1. Describe grieving rituals in your family and/or community. Indicate which rituals are tied to formal religion or have a basis in a religion practiced by you, your family, and/or your community. For non-religious grieving rituals, describe their origin if possible. Indicate which grieving rituals require or usually involve the presence of the deceased body.
2. Which of the following grief events have you participated in: a funeral, a wake, a rosary, sitting shiva, scattering ashes, a memorial service, a burial, or another event not listed here? Describe the event, especially focusing on how the people in attendance acted/grieved. How did the grieving make you feel?
3. Have you ever written an obituary or some other memorialization of someone who has died? Was it easy or difficult to write? Do you ever read obituaries (such as in a printed newspaper)? What do you think makes for a good obituary? Have you ever given a spoken eulogy?
4. Have you participated in any of the following activities: buying a cemetery plot or crypt, buying a casket, arranging for/planning a grief event? Did these activities occur in the immediate aftermath of death, or as part of far-off planning? How did you feel?
5. Have you personally experienced grief over a death or other substantial loss? How long did you feel you were grieving? Did you “get over it”? Have you experienced additional emotions in conjunction with feeling grief? Which ones and why?
6. Have you observed death firsthand? What were the circumstances? How did you feel? Have you otherwise been in the visual presence of a dead body (other than at an open casket funeral or wake)? Was it embalmed? How did you feel?
7. Have you ever experienced grief over the death of someone you did not know personally? What motivated you to grieve? Did you participate in any grieving rituals? Did you “get over” this grief?
8. Have you experienced grief with regard to the pandemic? Was this because someone you knew died, or just generally due to the sheer number of deaths? How did this make you feel?
9. Have you ever visited a cemetery, aside from connection with a funeral? Where? Were you visiting the grave of someone you knew? What did you do when visiting the cemetery? Did you bring anything with you? How did you feel?
10. Have you visited or constructed any public mourning sites? Where? Where they formal (i.e., established by the government, an organization, etc.) or informal (grassroots, roadside, etc.)? Were they permanent or temporary sites? What motivated the existence of the sites? What motivated you to go to the sites? How did you feel?
11. Have you participated in any of the following “virtual”/modern grieving rituals, rituals that don’t involve the presence of the body: tattoos, car decals, t-shirts, social media memorializing, others? Describe your participation and who was being memorialized.
12. Have you ever participated in a séance or other effort to contact/talk to the dead? What happened? How did you feel? Have you ever seen a ghost? If so, describe.
13. When you were a child, was death discussed in your household, school, church? How was it portrayed? Was it discussed in relationship to a particular death (if so, who) or in general? Did you experience the discussion in a positive or negative way?
14. Is there anything else about grieving that this reflection essay has made you think about, that hasn’t been addressed by any of the above questions?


Aim of the task: Wherever the string "logo" turns up in the data, copy the whole line.

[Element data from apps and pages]
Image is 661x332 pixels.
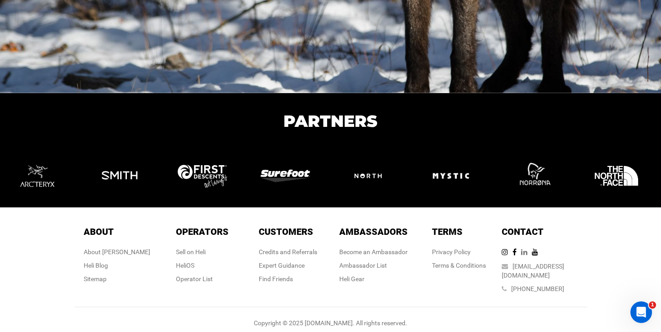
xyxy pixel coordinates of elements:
a: HeliOS [176,262,194,269]
div: Sell on Heli [176,247,229,256]
a: Expert Guidance [259,262,305,269]
div: Sitemap [84,274,150,283]
img: logo [178,165,236,188]
img: logo [261,170,319,182]
img: logo [509,151,567,201]
iframe: Intercom live chat [630,301,652,323]
a: Heli Gear [339,275,364,283]
span: Contact [502,226,544,237]
a: Become an Ambassador [339,248,408,256]
img: logo [426,151,485,201]
div: Copyright © 2025 [DOMAIN_NAME]. All rights reserved. [74,319,587,328]
span: Customers [259,226,313,237]
a: Heli Blog [84,262,108,269]
a: [EMAIL_ADDRESS][DOMAIN_NAME] [502,263,564,279]
span: About [84,226,114,237]
img: logo [592,151,650,201]
div: Ambassador List [339,261,408,270]
a: [PHONE_NUMBER] [511,285,564,292]
img: logo [343,163,402,189]
span: Terms [432,226,463,237]
a: Privacy Policy [432,248,471,256]
div: Operator List [176,274,229,283]
span: 1 [649,301,656,309]
span: Ambassadors [339,226,408,237]
img: logo [12,150,71,202]
img: logo [95,151,153,201]
span: Operators [176,226,229,237]
div: About [PERSON_NAME] [84,247,150,256]
div: Find Friends [259,274,317,283]
a: Terms & Conditions [432,262,486,269]
a: Credits and Referrals [259,248,317,256]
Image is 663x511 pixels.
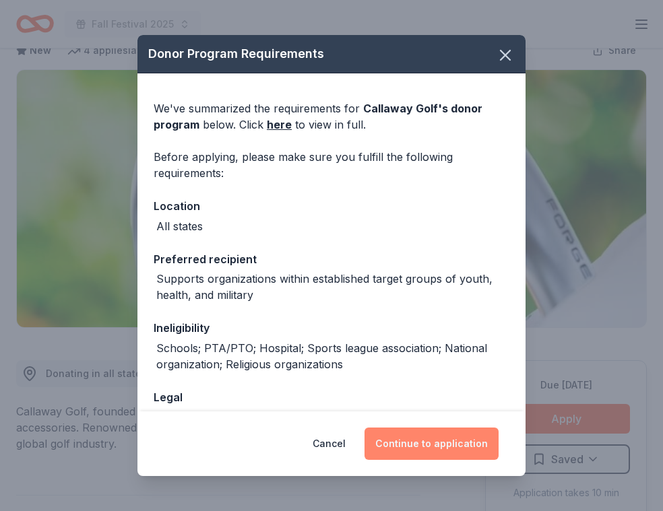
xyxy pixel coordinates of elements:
[267,117,292,133] a: here
[137,35,525,73] div: Donor Program Requirements
[156,218,203,234] div: All states
[156,340,509,373] div: Schools; PTA/PTO; Hospital; Sports league association; National organization; Religious organizat...
[154,149,509,181] div: Before applying, please make sure you fulfill the following requirements:
[156,271,509,303] div: Supports organizations within established target groups of youth, health, and military
[154,319,509,337] div: Ineligibility
[154,100,509,133] div: We've summarized the requirements for below. Click to view in full.
[313,428,346,460] button: Cancel
[154,389,509,406] div: Legal
[364,428,499,460] button: Continue to application
[154,251,509,268] div: Preferred recipient
[154,197,509,215] div: Location
[156,409,248,425] div: 501(c)(3) required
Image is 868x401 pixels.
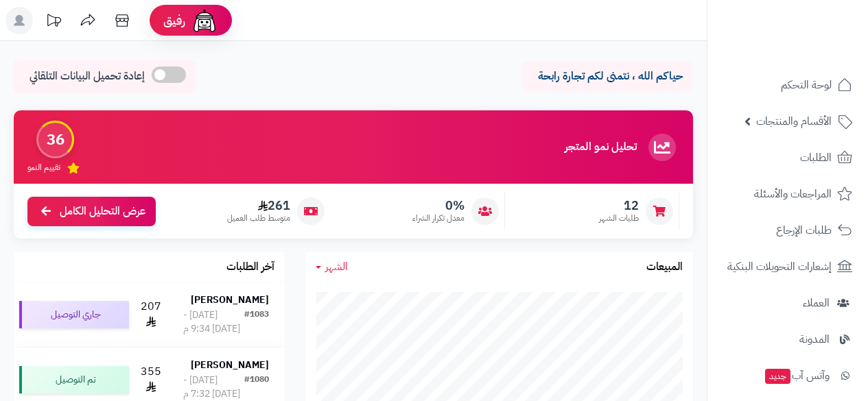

Result below:
img: logo [178,165,236,188]
img: logo [261,170,319,182]
img: logo [509,151,567,201]
img: logo [426,151,485,201]
img: logo [592,151,650,201]
img: logo [343,163,402,189]
img: logo [12,150,71,202]
img: logo [95,151,153,201]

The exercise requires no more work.